User:LadyDiotima
Hi
I'm an academic, and my current area of research is about collaborative learning. I've been pretty annoyed about how a certain page has been written recently - I think both sides of the debate have been bigoted and incredibly small minded, and that has led me to set up my own account.
I've been generally sceptical about Wikipedia, and these last few days have reinforced everything I have always thought. It is only as good as the last edit, and is certainly not fit for inclusion in an academic bibliography. However, some of the references are worth following so, if you are really lost, have no help whatsoever from your lecturers and are looking to scrape a bare pass in an assignment, look no further!
Sorry to rant, but my past and recent experience have not led me to be a fan. I'll probably hang around though as this shows me why my teaching model works and this does not.

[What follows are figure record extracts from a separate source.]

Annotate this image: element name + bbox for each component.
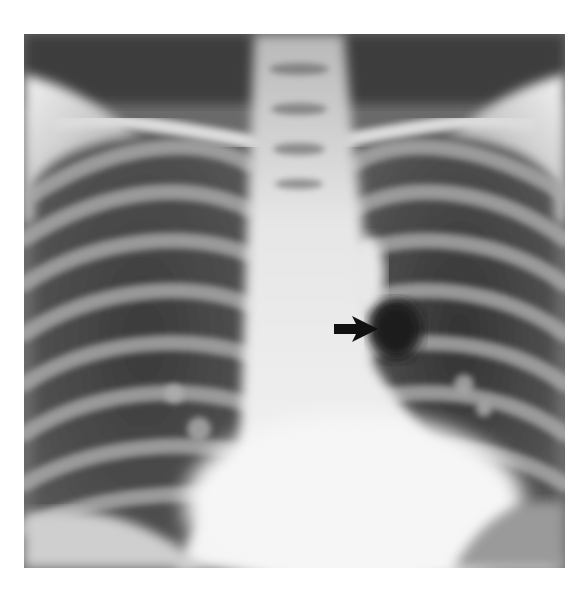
chest-xray-image	[24, 34, 565, 568]
xray-rendering	[24, 34, 565, 568]
arrow-right-icon	[334, 316, 378, 342]
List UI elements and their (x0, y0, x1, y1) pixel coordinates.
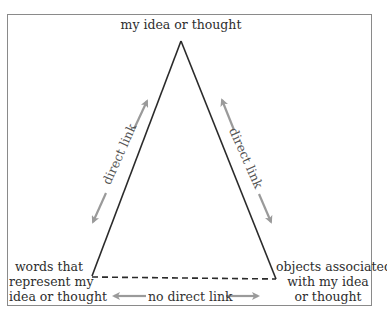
base-edge-dashed (92, 277, 276, 279)
bottom-left-label-line: words that (9, 259, 89, 274)
bottom-left-label: words that represent my idea or thought (9, 259, 89, 304)
bottom-right-label-line: or thought (276, 289, 380, 304)
left-edge (92, 41, 181, 276)
base-edge-label: no direct link (148, 289, 228, 304)
bottom-right-label-line: with my idea (276, 274, 380, 289)
bottom-left-label-line: represent my (9, 274, 89, 289)
bottom-right-label-line: objects associated (276, 259, 380, 274)
apex-label: my idea or thought (100, 17, 262, 32)
right-edge (181, 41, 276, 279)
bottom-left-label-line: idea or thought (9, 289, 89, 304)
bottom-right-label: objects associated with my idea or thoug… (276, 259, 380, 304)
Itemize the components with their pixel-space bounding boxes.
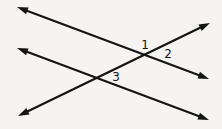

I'm finding this particularly hilarious at the moment:
"You are invited to the 45th London Wikimedia meetup on Sunday 8 May 2011 from 13:00 onwards in Penderel's Oak, Holborn. [hide] Do you wish to encourage students and academics to engage with Wikipedia? Sign up as an ambassador for your campus before 15 May!"
Erm, nooooo, I do NOT want this! I explicitly and specifically do not want this! I would like academics to carry on doing what they have always done, which is to add to the body of peer reviewed research, not waste time here. And I'd like students to be able to find reputable answers to questions rather than looking at thickipedia. To that end, I spend a lot of my time working on OER projects, and collaborating with fellow academics to improve resources on VLEs.